16 February 2002 (Link to this story)

It was a miserable job, working the graveyard shift at the 7-11.  I started at eleven and stayed until seven.  Some people thought this was funny.  For the first hour, I shared the store with a Pakistani who thought it was funny to grab my ass in front of the customers and call me queer.  He thought it was funny until I slammed his head into the deli case.  I was certain I’d be fired from my $5.45 an hour job the next day but I wasn’t.  Apparently filling the graveyard shift is too difficult. 

The store was located in San Diego’s busiest beach community on the corner of the busiest street.  During the week, business dropped off after midnight and my only company was the police and the drug addicts.  The police came in and helped themselves to whatever they liked.  They came to the counter to pay and I waived them away.  I figured that free handouts would keep them coming around and someday I might need them for something more than masturbation fantasies.  Sometimes the police sergeant would come around and I would pretend to make the rookies pay.  When the sergeant left, I’d give the money back.  The drug addicts were predominately speed freaks.  They shook as they walked, their eyes darting around or completely still and dilated.  Mostly they wanted sugar  for which they paid with handfuls of pennies collected from the beach.  I got tired of counting miserably grimy pennies and made a new rule:  no pennies from speed freaks.  They got mad but left when they saw the police coming.

The weekend was so busy that the Pakistani stayed an extra hour to help with the beer rush.  State law required us to stop selling alcohol at two in morning.  As the bars closed, half-drunk people lined up to buy cases of beer and bottles of cheap liquor.  As the deadline approached, people would race through the door yelling “Am I too late?  Am I too late?”  If they were, they’d beg and try to bribe me.  Women offered to give me blow jobs.  Guys offered me money and called me queer when I said no.  With the exception of a blond marine who let me fuck him in the cooler, I never violated the liquor law.

After thirty days the store manager called me for a performance appraisal.  “We’re giving you a raise to $5.50!” he said with real enthusiasm.  “We don’t give everyone the whole nickel, but you’re doing an exceptional job.”

Christmas eve found me sitting behind the counter surrounded by Marlboro Christmas albums and Joe Camel stocking stuffers (either one free with a three pack purchase).  It was a silent night if you didn’t count the whir of the slurpy machine and the beer coolers.  I was half asleep when he wandered in.  He walked right up to the counter and put the gun to my forehead.  The safe was on time lock and the cash register held just twenty dollars.  His eyes were bloodshot with pupils that had swallowed the iris.  I couldn’t move.  The gun was so cold it had frozen my body.  I stared at him.  My body would not move.

There was a crash as the front door flew open and a police officer tackled the man.  The gun flew across the store and spun under a soda machine.  “Call 911!” the police officer screamed at me as they wrestled on the floor.  I did.  “There is someone trying to kill a police officer in my store,” was all I said the operator.  Suddenly my head was filled with sirens and shouting.  The store filled with police.  None of them seemed to notice me.

I picked up the telephone and called the store manager at home.  “You need to come to the store,” I said.  “There isn’t anyone here to watch it because I quit.”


◆ ASSIGNMENT: Your answer should consist of every line from the records that holds the string "down".

Figure dataset records:

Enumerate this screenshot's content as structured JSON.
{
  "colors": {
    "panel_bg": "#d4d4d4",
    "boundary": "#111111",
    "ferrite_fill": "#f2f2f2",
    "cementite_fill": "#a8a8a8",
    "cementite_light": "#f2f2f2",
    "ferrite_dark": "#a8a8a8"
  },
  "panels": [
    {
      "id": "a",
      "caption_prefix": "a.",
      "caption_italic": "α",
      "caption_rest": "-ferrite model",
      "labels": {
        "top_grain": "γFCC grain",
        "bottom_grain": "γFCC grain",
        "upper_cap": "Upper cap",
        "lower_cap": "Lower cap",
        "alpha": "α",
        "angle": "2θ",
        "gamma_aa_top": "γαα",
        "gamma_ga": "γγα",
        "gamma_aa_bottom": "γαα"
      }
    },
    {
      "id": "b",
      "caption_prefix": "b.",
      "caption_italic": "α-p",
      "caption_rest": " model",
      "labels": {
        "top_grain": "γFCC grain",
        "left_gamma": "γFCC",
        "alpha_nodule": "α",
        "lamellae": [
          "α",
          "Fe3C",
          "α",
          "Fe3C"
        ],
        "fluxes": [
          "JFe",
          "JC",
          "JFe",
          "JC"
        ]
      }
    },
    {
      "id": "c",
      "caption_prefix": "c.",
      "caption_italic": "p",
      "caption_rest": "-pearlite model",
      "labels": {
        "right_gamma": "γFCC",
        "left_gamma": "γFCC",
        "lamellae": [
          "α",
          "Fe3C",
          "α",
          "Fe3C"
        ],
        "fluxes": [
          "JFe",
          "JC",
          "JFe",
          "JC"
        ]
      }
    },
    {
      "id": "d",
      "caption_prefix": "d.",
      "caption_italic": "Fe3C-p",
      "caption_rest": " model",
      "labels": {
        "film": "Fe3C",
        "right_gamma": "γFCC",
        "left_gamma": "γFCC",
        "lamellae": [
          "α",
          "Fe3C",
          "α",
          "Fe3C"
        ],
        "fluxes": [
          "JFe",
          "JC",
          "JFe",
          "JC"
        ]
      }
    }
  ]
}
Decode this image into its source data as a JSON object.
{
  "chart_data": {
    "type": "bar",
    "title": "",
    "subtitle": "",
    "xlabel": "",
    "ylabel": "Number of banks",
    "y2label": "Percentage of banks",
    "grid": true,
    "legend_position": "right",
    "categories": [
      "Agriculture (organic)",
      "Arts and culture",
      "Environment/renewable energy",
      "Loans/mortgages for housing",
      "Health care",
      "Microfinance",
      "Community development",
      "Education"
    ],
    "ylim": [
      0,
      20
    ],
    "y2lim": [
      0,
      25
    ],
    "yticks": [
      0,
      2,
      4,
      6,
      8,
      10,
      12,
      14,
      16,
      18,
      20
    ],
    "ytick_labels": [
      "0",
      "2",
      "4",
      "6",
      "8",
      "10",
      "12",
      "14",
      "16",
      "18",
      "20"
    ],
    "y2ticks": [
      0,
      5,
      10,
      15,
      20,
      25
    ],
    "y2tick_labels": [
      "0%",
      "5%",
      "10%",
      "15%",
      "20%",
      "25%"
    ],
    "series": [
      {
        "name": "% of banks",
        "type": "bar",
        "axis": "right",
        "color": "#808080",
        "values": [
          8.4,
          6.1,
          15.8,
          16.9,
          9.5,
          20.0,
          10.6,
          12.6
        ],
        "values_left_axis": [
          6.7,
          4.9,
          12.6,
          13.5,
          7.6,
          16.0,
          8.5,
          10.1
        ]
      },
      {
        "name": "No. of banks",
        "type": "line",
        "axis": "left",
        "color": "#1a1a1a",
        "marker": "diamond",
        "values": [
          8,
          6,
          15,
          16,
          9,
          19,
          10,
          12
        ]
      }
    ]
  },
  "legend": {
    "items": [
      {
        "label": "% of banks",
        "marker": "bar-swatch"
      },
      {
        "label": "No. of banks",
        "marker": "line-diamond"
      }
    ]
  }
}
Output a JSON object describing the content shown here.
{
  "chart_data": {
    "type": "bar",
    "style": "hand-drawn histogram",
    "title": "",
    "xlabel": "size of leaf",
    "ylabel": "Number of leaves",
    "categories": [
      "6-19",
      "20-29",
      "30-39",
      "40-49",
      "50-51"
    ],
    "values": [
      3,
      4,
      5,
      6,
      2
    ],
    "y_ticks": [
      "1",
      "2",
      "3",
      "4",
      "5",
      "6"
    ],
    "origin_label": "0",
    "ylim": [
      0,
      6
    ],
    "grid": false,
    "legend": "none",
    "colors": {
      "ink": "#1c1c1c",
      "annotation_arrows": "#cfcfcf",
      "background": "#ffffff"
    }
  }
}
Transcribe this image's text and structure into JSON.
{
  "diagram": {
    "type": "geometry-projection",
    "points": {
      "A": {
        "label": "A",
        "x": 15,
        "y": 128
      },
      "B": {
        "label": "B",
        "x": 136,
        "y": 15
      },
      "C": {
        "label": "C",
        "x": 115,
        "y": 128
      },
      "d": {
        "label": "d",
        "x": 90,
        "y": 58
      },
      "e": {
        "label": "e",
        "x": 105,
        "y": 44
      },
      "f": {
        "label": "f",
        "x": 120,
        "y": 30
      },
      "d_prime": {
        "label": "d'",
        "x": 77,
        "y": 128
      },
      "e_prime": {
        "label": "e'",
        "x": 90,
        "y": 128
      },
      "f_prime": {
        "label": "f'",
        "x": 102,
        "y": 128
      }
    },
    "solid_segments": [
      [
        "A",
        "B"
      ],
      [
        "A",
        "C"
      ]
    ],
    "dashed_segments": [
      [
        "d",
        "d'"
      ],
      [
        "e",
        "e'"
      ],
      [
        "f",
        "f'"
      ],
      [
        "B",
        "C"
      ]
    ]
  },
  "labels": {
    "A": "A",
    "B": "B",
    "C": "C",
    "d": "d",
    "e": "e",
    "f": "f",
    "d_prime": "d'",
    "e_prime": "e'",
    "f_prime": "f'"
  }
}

==

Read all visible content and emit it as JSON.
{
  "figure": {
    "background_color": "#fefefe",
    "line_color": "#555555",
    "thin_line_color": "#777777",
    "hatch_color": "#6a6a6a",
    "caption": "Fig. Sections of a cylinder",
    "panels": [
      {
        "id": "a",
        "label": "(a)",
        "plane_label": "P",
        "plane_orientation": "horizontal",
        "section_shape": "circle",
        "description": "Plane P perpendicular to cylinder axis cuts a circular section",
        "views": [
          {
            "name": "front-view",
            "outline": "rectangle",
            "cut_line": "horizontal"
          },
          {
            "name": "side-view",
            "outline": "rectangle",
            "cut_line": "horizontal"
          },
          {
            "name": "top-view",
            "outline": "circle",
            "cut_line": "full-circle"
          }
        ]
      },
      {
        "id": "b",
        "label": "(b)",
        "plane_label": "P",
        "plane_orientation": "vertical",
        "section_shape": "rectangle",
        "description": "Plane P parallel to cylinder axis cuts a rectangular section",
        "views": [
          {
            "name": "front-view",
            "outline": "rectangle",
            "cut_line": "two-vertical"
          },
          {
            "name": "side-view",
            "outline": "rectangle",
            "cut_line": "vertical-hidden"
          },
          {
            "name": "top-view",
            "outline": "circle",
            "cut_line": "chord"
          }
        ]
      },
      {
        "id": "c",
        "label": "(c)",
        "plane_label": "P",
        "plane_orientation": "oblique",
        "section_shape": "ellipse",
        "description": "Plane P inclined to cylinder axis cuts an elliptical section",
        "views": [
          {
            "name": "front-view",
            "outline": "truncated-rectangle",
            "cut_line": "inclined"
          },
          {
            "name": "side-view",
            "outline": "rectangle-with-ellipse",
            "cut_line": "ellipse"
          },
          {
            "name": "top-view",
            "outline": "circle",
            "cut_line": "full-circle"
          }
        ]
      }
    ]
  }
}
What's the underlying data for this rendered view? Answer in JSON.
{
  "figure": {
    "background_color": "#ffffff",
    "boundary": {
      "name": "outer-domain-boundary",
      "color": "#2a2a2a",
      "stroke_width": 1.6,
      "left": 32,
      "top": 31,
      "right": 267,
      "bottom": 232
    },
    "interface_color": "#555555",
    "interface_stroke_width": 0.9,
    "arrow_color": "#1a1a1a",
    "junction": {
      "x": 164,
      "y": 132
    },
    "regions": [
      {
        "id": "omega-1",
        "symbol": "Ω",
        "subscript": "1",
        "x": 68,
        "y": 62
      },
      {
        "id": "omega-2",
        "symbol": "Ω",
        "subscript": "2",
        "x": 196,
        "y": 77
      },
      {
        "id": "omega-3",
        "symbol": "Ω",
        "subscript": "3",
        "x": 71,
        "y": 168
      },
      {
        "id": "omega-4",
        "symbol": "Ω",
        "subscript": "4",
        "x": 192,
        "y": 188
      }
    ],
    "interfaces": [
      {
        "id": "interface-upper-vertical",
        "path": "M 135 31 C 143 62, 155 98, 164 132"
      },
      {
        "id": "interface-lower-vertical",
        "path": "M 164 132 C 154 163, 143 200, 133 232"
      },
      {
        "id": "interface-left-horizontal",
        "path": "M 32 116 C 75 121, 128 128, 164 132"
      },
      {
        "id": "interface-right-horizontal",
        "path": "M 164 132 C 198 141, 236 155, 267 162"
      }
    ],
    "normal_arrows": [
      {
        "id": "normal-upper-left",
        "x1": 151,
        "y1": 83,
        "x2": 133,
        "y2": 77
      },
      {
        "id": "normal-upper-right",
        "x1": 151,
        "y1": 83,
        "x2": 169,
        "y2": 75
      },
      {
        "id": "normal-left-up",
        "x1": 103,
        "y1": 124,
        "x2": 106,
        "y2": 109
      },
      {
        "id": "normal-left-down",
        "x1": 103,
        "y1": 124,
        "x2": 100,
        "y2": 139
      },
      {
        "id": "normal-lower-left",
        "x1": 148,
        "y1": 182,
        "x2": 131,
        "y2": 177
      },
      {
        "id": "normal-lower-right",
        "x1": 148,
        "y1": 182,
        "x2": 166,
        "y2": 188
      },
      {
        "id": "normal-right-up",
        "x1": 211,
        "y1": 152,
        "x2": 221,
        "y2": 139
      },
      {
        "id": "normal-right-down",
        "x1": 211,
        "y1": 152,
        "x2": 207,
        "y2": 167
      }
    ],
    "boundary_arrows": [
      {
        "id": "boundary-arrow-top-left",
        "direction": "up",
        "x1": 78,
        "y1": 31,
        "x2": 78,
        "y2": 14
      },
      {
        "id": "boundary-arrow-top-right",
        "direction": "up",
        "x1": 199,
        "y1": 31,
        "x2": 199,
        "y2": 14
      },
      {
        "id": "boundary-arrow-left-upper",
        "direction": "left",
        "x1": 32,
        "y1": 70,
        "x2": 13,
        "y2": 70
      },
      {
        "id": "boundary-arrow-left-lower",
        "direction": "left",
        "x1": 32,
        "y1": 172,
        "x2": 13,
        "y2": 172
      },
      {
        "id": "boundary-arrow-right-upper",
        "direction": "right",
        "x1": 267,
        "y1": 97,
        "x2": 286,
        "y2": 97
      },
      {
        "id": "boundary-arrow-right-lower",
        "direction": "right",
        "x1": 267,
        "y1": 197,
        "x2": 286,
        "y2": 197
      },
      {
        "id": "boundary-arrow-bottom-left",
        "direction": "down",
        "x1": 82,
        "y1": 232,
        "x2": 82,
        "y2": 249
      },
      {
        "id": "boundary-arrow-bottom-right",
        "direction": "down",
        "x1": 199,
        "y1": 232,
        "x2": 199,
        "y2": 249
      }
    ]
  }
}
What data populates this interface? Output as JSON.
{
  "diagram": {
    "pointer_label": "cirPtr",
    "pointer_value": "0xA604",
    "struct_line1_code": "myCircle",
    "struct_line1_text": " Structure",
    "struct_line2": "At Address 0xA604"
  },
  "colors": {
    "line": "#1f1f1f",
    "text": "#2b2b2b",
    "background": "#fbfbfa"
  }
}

◆ ANSWER BOX:
        "id": "normal-left-down",
        "id": "normal-right-down",
        "direction": "down",
        "direction": "down",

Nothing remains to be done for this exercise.